I used to get upset when the call was for an old fall or fall yesterday or fall last night. The same when I’d get called for abdominal pain and a person says they have been having the pain for two weeks or three months. I got upset because the nature of the call was not acute. When many think of EMS, they think of us responding to sudden emergencies. We think this way most of the time, as well. Not an acute emergency, why are you bothering us? So the pain is not new, why didn’t you call when it happened? Two weeks, really, never thought to go to the ED before now? But think about this: assuming their levels of pain are the same, who do you think more of? The man with pain who sucks it up for a week until he can’t take it anymore or the man who calls 911 after only 15 minutes of pain.
The question I always try to get answered is why did you call now?
The answer is usually one of two.
A. The pain kept getting worse until the point where I just could not take it anymore
B. I ran out of pain medicine, and now is a convenient time for me to get to the hospital and get some more pills
I am all for treating pain, but when it comes to nonacute pain, it gets less easy.
Here is how I handled each of these two scenarios in recent weeks.
A. Patient has had abdominal pain for three days. He is at home watching the football game. He is wearing a New York Giant hat and wearing a New York Giant t-shirt. There is a plastic waste basket by the couch side that the patient has been vomiting into. On TV the Giants are locked in a tight game with their opponent. The man lives three blocks from the ED.
B. The woman was in a car accident a week ago. They gave her Ultram at the hospital and Ultram does nothing for her. She hurts all over. She usually takes Percocet for her back pain, but she has been out for several days. She says can’t take the pain anymore. She lives three blocks from the hospital. When we arrive, she has her coat on and is locking her front door.
Both said they were 10 of 10 on the pain scale.
I gave patient A 100 mcgs of Fentanyl and 4 mg of Zofran. I treated Patient B’s pain by getting her as comfortable on the stretcher as possible, fluffing her pillow, talking courteously to her and using “distraction therapy for pain management.”
Patient A I believed was in true agony, and was only calling because he truly couldn’t take it. Patient B seemed more like getting her Percocet renewed was just another item on her list of things to do for the day.
I always wonder if I did right.
Patient A ended up in a hospital bed in a room with a TV set where he fortunately got to see his Giants come back to win the game.
Patient B ended up in the waiting room.
Sometimes I wish pain management were simpler. I wish there wasn’t so much controlled substances paperwork and the need to exchange kits after every use, and so many cautions about possible drug seekers or excess concern about side effects, and just plain judgment. I wish that other caregivers wouldn’t say, “You gave them how much!” And I wouldn’t have to always explain the patient is stable and still in pain, and likely needs more. I wish that for every patient who said they were in pain, we could just turn on pain medicine like oxygen and let it flow.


### Your goal
Those lines of the records that contain "output" are to be located and copied.

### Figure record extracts
⁂
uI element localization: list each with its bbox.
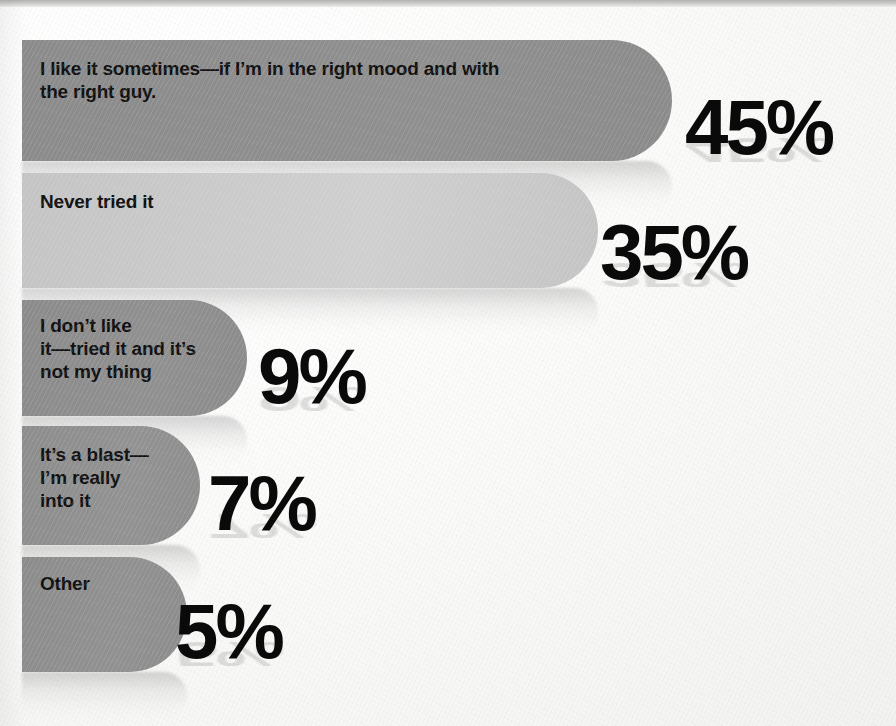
bar-row: Other5%5% <box>0 0 896 726</box>
bar-5[interactable]: Other <box>22 557 187 672</box>
bar-value-label: 5% <box>175 592 282 670</box>
horizontal-bar-chart: I like it sometimes—if I’m in the right … <box>0 0 896 726</box>
poll-result-chart-poster: I like it sometimes—if I’m in the right … <box>0 0 896 726</box>
bar-label: Other <box>40 573 90 596</box>
bar-reflection <box>22 672 187 720</box>
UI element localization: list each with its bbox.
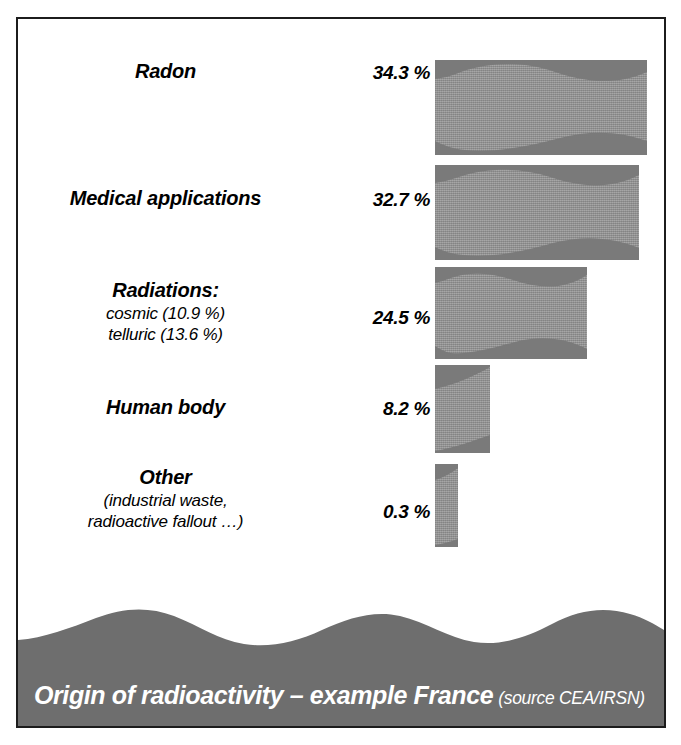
bar-wave-top-icon [435, 365, 490, 391]
bar-wave-top-icon [435, 267, 587, 293]
row-subline: telluric (13.6 %) [18, 324, 313, 345]
bar [435, 365, 490, 453]
row-percent: 24.5 % [318, 307, 430, 329]
bar-wave-top-icon [435, 165, 639, 191]
row-label: Human body [18, 396, 313, 420]
row-subline: cosmic (10.9 %) [18, 303, 313, 324]
row-label: Other [18, 466, 313, 490]
row-label-block: Medical applications [18, 187, 313, 211]
bar-wave-bottom-icon [435, 129, 647, 155]
row-label-block: Radon [18, 60, 313, 84]
row-label: Medical applications [18, 187, 313, 211]
chart-row: Human body 8.2 % [18, 365, 664, 464]
footer-band: Origin of radioactivity – example France… [18, 596, 664, 726]
row-percent: 0.3 % [318, 501, 430, 523]
bar [435, 60, 647, 155]
row-percent: 32.7 % [318, 189, 430, 211]
row-percent: 34.3 % [318, 62, 430, 84]
row-percent: 8.2 % [318, 398, 430, 420]
bar-wave-bottom-icon [435, 531, 458, 547]
row-label-block: Other (industrial waste, radioactive fal… [18, 466, 313, 532]
chart-row: Radiations: cosmic (10.9 %) telluric (13… [18, 265, 664, 365]
bar-wave-bottom-icon [435, 427, 490, 453]
row-label: Radon [18, 60, 313, 84]
bar-wave-bottom-icon [435, 234, 639, 260]
row-subline: radioactive fallout …) [18, 511, 313, 532]
bar [435, 267, 587, 359]
footer-caption: Origin of radioactivity – example France… [34, 681, 654, 710]
chart-row: Medical applications 32.7 % [18, 155, 664, 265]
bar [435, 464, 458, 547]
footer-source: (source CEA/IRSN) [498, 688, 645, 708]
row-subline: (industrial waste, [18, 490, 313, 511]
chart-figure: Radon 34.3 % Medical applications 32.7 % [16, 17, 666, 728]
chart-row: Radon 34.3 % [18, 19, 664, 155]
bar-rows-container: Radon 34.3 % Medical applications 32.7 % [18, 19, 664, 599]
bar-wave-top-icon [435, 464, 458, 484]
row-label-block: Human body [18, 396, 313, 420]
chart-row: Other (industrial waste, radioactive fal… [18, 464, 664, 564]
bar [435, 165, 639, 260]
row-label-block: Radiations: cosmic (10.9 %) telluric (13… [18, 279, 313, 345]
bar-wave-bottom-icon [435, 333, 587, 359]
bar-wave-top-icon [435, 60, 647, 86]
footer-title: Origin of radioactivity – example France [34, 681, 493, 709]
row-label: Radiations: [18, 279, 313, 303]
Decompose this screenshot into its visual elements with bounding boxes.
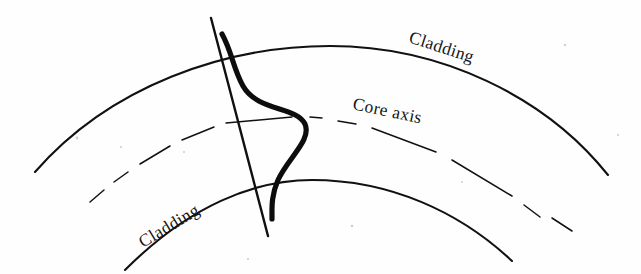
- core-axis-segment: [524, 205, 540, 217]
- core-axis-segment: [452, 160, 512, 196]
- core-axis-segment: [310, 117, 322, 118]
- speck: [351, 225, 354, 228]
- speck: [247, 258, 249, 260]
- core-axis-segment: [372, 128, 436, 152]
- label-cladding-bottom: Cladding: [135, 200, 203, 252]
- core-axis-segment: [90, 190, 104, 202]
- core-axis-centerline: [90, 117, 572, 231]
- speck: [120, 146, 122, 148]
- core-axis-segment: [140, 146, 170, 164]
- speck: [617, 134, 619, 136]
- outer-cladding-boundary-arc: [35, 46, 608, 175]
- speck: [564, 44, 566, 46]
- speck: [183, 151, 185, 153]
- fiber-bend-figure: Cladding Core axis Cladding: [0, 0, 641, 274]
- label-core-axis: Core axis: [351, 93, 424, 127]
- core-axis-segment: [338, 121, 356, 124]
- transverse-reference-line: [211, 18, 268, 236]
- label-cladding-top: Cladding: [407, 27, 477, 67]
- speck: [461, 181, 463, 183]
- core-axis-segment: [552, 218, 572, 231]
- speck: [76, 137, 79, 140]
- figure-canvas: Cladding Core axis Cladding: [0, 0, 641, 274]
- core-axis-segment: [114, 172, 128, 182]
- mode-field-distribution-curve: [222, 34, 306, 219]
- core-axis-segment: [182, 127, 214, 140]
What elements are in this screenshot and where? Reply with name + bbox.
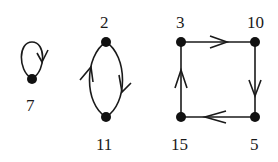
cycle-four-node: 3 10 5 15 <box>171 13 264 154</box>
node-label-10: 10 <box>247 13 264 32</box>
node-15 <box>176 112 186 122</box>
node-label-5: 5 <box>250 135 259 154</box>
cycle-two-node: 2 11 <box>80 13 131 154</box>
node-10 <box>250 37 260 47</box>
cycle-self-loop: 7 <box>21 42 48 115</box>
node-3 <box>176 37 186 47</box>
node-11 <box>101 112 111 122</box>
node-label-2: 2 <box>100 13 109 32</box>
node-7 <box>27 74 37 84</box>
node-label-7: 7 <box>26 96 35 115</box>
cycle-diagram: 7 2 11 3 10 5 15 <box>0 0 278 162</box>
arrowhead-icon <box>80 67 93 82</box>
node-label-15: 15 <box>171 135 188 154</box>
node-label-11: 11 <box>96 135 112 154</box>
edge-7-7 <box>21 42 42 78</box>
node-label-3: 3 <box>176 13 185 32</box>
node-2 <box>101 37 111 47</box>
arrowhead-icon <box>119 75 131 92</box>
node-5 <box>250 112 260 122</box>
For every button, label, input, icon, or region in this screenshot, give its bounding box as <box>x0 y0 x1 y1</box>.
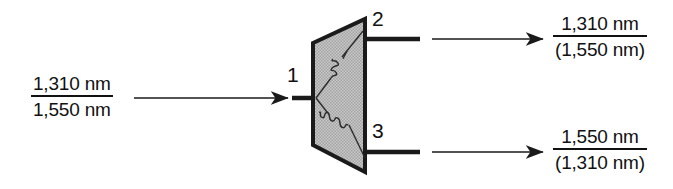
port-2-label: 2 <box>372 8 384 29</box>
input-signal-numerator: 1,310 nm <box>31 74 113 95</box>
port-1-label: 1 <box>287 64 299 85</box>
input-signal-label: 1,310 nm 1,550 nm <box>31 74 113 120</box>
output-2-signal-label: 1,310 nm (1,550 nm) <box>553 14 647 60</box>
wdm-coupler-body <box>313 19 365 172</box>
port-3-label: 3 <box>372 120 384 141</box>
input-signal-denominator: 1,550 nm <box>31 97 113 119</box>
output-2-signal-numerator: 1,310 nm <box>559 14 641 35</box>
output-3-signal-label: 1,550 nm (1,310 nm) <box>553 127 647 173</box>
output-2-signal-denominator: (1,550 nm) <box>553 37 647 59</box>
wdm-coupler-diagram: 1,310 nm 1,550 nm 1 2 3 1,310 nm (1,550 … <box>0 0 673 189</box>
output-3-signal-denominator: (1,310 nm) <box>553 150 647 172</box>
output-3-signal-numerator: 1,550 nm <box>559 127 641 148</box>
⁂
### Response below
output-2-signal-label: 1,310 nm (1,550 nm) <box>553 14 647 60</box>
output-2-signal-numerator: 1,310 nm <box>559 14 641 35</box>
output-3-signal-label: 1,550 nm (1,310 nm) <box>553 127 647 173</box>
output-2-signal-denominator: (1,550 nm) <box>553 37 647 59</box>
output-3-signal-denominator: (1,310 nm) <box>553 150 647 172</box>
output-3-signal-numerator: 1,550 nm <box>559 127 641 148</box>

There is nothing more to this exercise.